Unseen Object Reasoning with Shared Appearance Cues
Paridhi Singh, Arun Kumar
TL;DR
The paper tackles open world recognition by representing objects as constellations of mid-level appearance cues derived from patch-level ViT features. A semantic prior over clusters, $S ∈ ℝ^{G×K}$, is learned from known classes and used to compute a test image semantic vector $P_{I^t}$ via $P_{I^t} = \frac{1}{M^2} \sum_m S(D_k^m)$, enabling inference of unseen objects' similarity to known categories and their superclasses. They demonstrate that a finite set of mid-level cues suffices to model both seen and unseen objects on CIFAR100 and ImageNet 64×64, performing superclass reasoning without full supervision. This approach provides robust open-world reasoning and has practical potential for real-world recognition tasks by enabling ongoing reasoning about novel objects without exhaustively labeling all categories.
Abstract
This paper introduces an innovative approach to open world recognition (OWR), where we leverage knowledge acquired from known objects to address the recognition of previously unseen objects. The traditional method of object modeling relies on supervised learning with strict closed-set assumptions, presupposing that objects encountered during inference are already known at the training phase. However, this assumption proves inadequate for real-world scenarios due to the impracticality of accounting for the immense diversity of objects. Our hypothesis posits that object appearances can be represented as collections of "shareable" mid-level features, arranged in constellations to form object instances. By adopting this framework, we can efficiently dissect and represent both known and unknown objects in terms of their appearance cues. Our paper introduces a straightforward yet elegant method for modeling novel or unseen objects, utilizing established appearance cues and accounting for inherent uncertainties. This representation not only enables the detection of out-of-distribution objects or novel categories among unseen objects but also facilitates a deeper level of reasoning, empowering the identification of the superclass to which an unknown instance belongs. This novel approach holds promise for advancing open world recognition in diverse applications.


TASK DIRECTIONS:
Using the records below, find every line that includes "pixels" and copy it.

DATA RECORDS:

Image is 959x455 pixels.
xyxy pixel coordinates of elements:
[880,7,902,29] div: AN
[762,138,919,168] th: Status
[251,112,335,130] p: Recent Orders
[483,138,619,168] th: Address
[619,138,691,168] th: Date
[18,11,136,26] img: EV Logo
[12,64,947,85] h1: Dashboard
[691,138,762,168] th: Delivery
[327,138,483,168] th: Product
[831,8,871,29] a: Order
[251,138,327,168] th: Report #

---

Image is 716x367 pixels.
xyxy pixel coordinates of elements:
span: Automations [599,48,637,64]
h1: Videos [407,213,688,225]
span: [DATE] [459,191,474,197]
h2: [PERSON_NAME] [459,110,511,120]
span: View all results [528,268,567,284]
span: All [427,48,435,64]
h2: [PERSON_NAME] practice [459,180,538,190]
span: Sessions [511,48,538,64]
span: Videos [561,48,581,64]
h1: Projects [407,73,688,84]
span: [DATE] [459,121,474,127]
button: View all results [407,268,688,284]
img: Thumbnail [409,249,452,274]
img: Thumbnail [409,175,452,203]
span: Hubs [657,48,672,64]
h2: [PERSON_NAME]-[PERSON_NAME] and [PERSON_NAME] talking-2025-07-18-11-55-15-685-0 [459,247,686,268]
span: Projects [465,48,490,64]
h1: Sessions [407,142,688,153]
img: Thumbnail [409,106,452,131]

...

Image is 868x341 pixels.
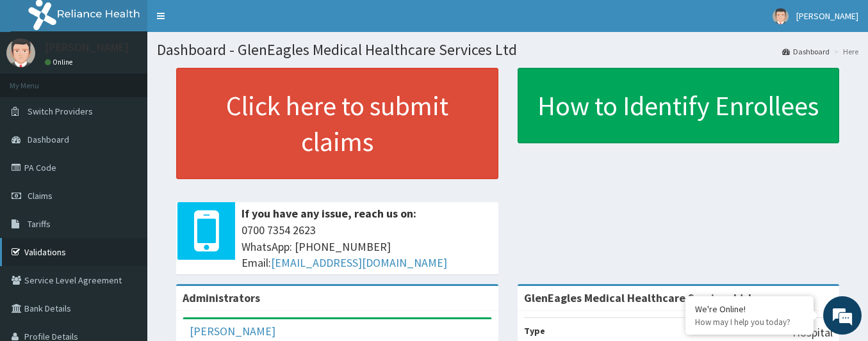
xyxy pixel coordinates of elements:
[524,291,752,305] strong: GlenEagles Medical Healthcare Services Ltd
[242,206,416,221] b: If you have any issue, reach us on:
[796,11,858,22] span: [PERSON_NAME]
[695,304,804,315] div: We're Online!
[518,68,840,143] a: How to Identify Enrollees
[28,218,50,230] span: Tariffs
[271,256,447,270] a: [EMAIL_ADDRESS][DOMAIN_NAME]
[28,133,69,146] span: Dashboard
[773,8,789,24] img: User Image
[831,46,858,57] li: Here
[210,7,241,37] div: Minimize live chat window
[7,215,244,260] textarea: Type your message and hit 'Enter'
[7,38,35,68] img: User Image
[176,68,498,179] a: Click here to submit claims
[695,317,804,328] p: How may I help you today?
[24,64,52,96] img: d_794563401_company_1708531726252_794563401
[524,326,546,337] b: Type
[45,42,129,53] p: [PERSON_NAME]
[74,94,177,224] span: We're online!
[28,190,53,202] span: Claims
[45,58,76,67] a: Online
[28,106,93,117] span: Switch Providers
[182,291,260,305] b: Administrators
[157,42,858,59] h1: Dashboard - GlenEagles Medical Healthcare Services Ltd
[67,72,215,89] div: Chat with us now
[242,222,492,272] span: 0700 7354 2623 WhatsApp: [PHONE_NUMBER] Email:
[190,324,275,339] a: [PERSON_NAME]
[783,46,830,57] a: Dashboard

RESPONSE TO THE TASK:
Image is 959x455 pixels.
Image is 716x367 pixels.
Image is 868x341 pixels.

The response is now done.